Once that idea gets into my head, it seizes control of my attention and I can't focus properly on anything else. If I try to spend time on other task, I find myself distracted and disinterested, and I get little done. Most often I end up flitting back and forth to the brain-thief, in a state of disorganisation, and achieve nothing on either task, while my stress levels steadily rise.

This is the dark side of hyperfocus. When it's directed, it can allow you to pour enormous energy into a task, excluding all other concerns. When it's bad, it can steal your attention away from the things you want and need to be doing, and leave you frustrated and unproductive.

Hyperfocus is a major symptom of my ADHD, but it's also something that a lot of creative people suffer with - as I've said in previous posts, there's a lot of blending between "normal" creativity and ADHD.

Fortunately, with practice and - most importantly - awareness of the mechanisms of hyperfocus, you can harness its light side for good and protect yourself from the worst of the dark side's damage.

The first (and most important) step is just to be aware when hyperfocus has you in its grip. Monitor yourself for those times when something has a magnetic pull on your attention. From time to time during your day, particularly when you feel yourself getting stressed and frustrated, take a step back and look at what you're actually doing - hyperfocus gives you tunnel vision, so you may not even be aware that you're locked in until you make a conscious effort and survey your situation.

The next thing is to ask yourself whether the thing that's got you locked on is really urgent, merely useful or an active waste of time. If it's urgent, it's all good. If it's useful, is there something more important you should be doing? If it's a waste of time, it's time to get it out of your head.

And getting it out of your head is the only answer to hyperfocus. Not fighting it, because an obsession opposed just grows. Sitting there telling yourself "This is a waste of time, I shouldn't be doing it" will just make you feel resentful and resistant, and you're likely to strengthen the focus out of sheer bullheadedness.

There are two ways to get a brain-thief out of your head: Closure and hand-off.

Closure: Size up the thief, and decide how much time and resources it will take to finish it completely. If you do have fullblown ADHD, think carefully - your judgement of the time required may be a little askew. If it can be done in an hour, and that's an hour you can spare, do it. Don't sit there making yourself feel guilty, acknowledge that in the long run this will make you more productive, and just do it. You'll get a boost of energy and relief from letting the hyperfocus dog off its leash, and when it's done you're free of the distraction.
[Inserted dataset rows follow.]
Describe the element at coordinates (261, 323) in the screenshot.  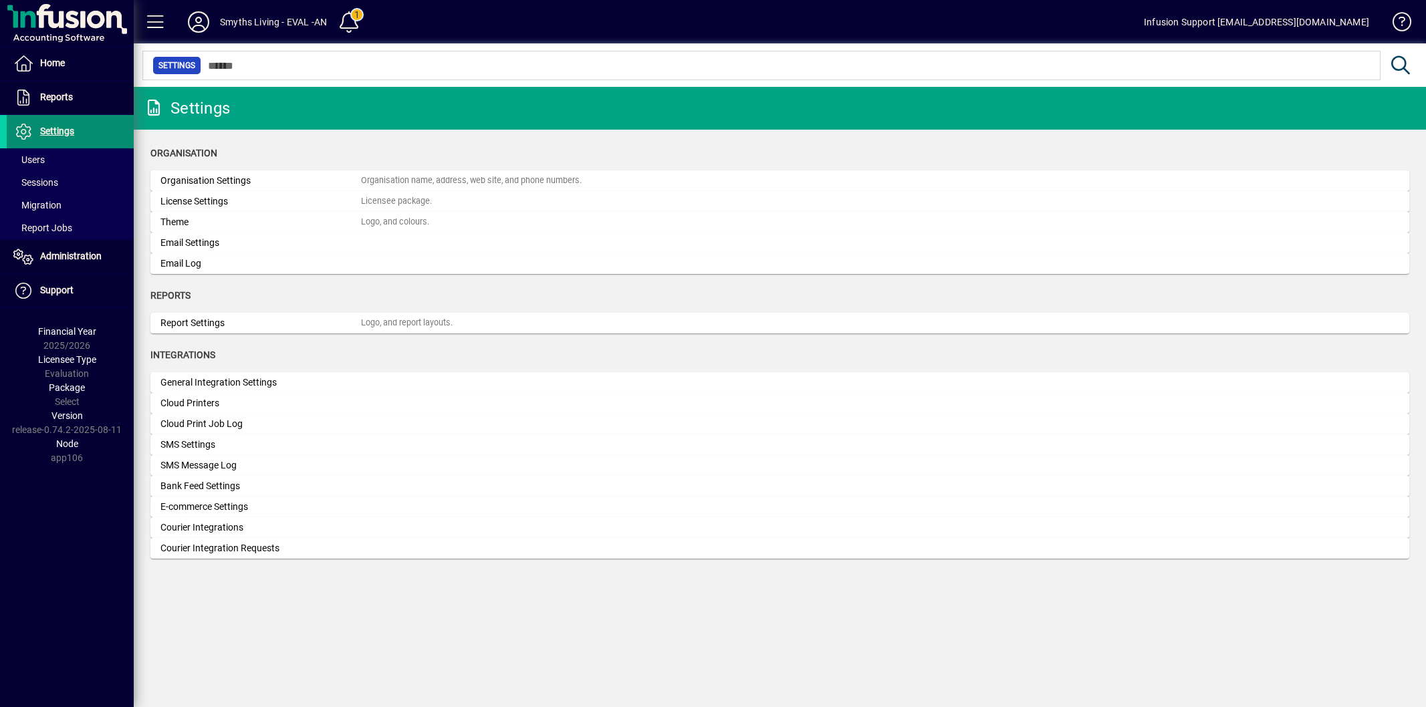
I see `div: Report Settings` at that location.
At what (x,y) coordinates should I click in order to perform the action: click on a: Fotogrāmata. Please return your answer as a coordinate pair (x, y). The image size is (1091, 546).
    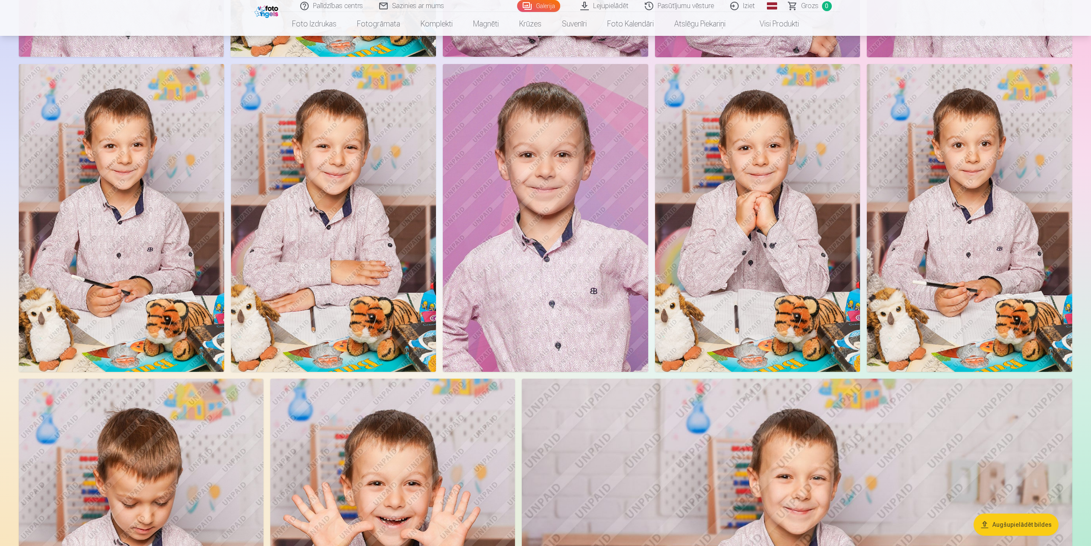
    Looking at the image, I should click on (378, 24).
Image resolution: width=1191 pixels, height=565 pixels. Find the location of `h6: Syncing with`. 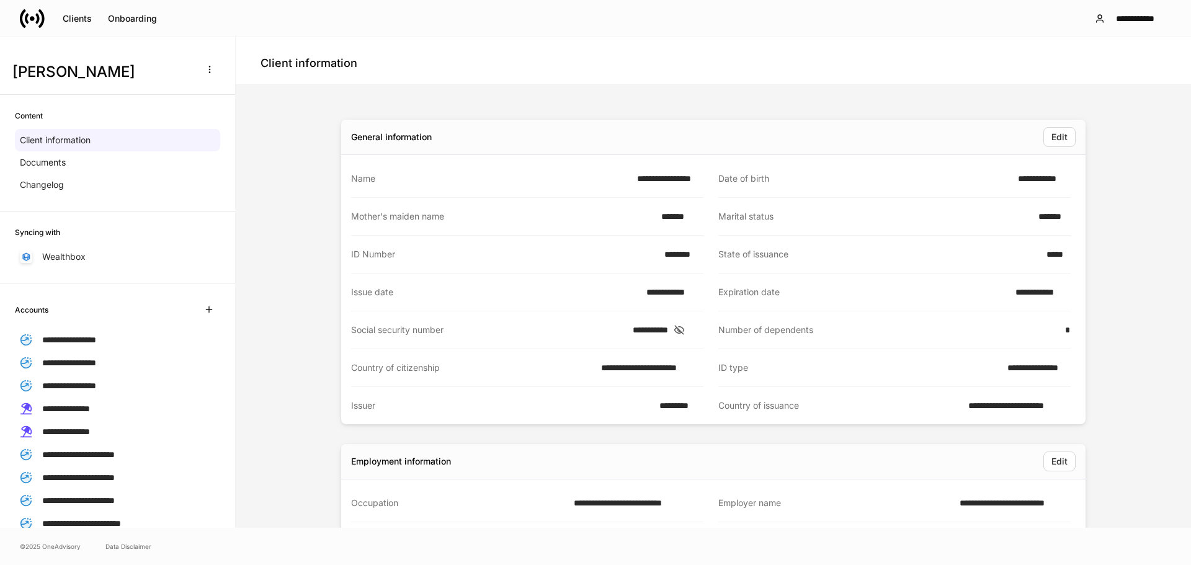

h6: Syncing with is located at coordinates (37, 232).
Hand-off: Give yourself "interim closure". Find a way to unload that thought into a safe place, where you know it will not be forgotten. If it's a website, bookmark it somewhere you can come back to when you have time. If it's a project, take ten minutes to write down all your ideas and plans, and store it somewhere safe. Schedule a time when you know you can come back to the thief and give it the attention it craves. Then take a moment, sit back again and say to yourself "That's dealt with". Really visualise the task as locked off, in safe hands. Make it a complete thought in your head, not a loose end dangling. Then get on with your day.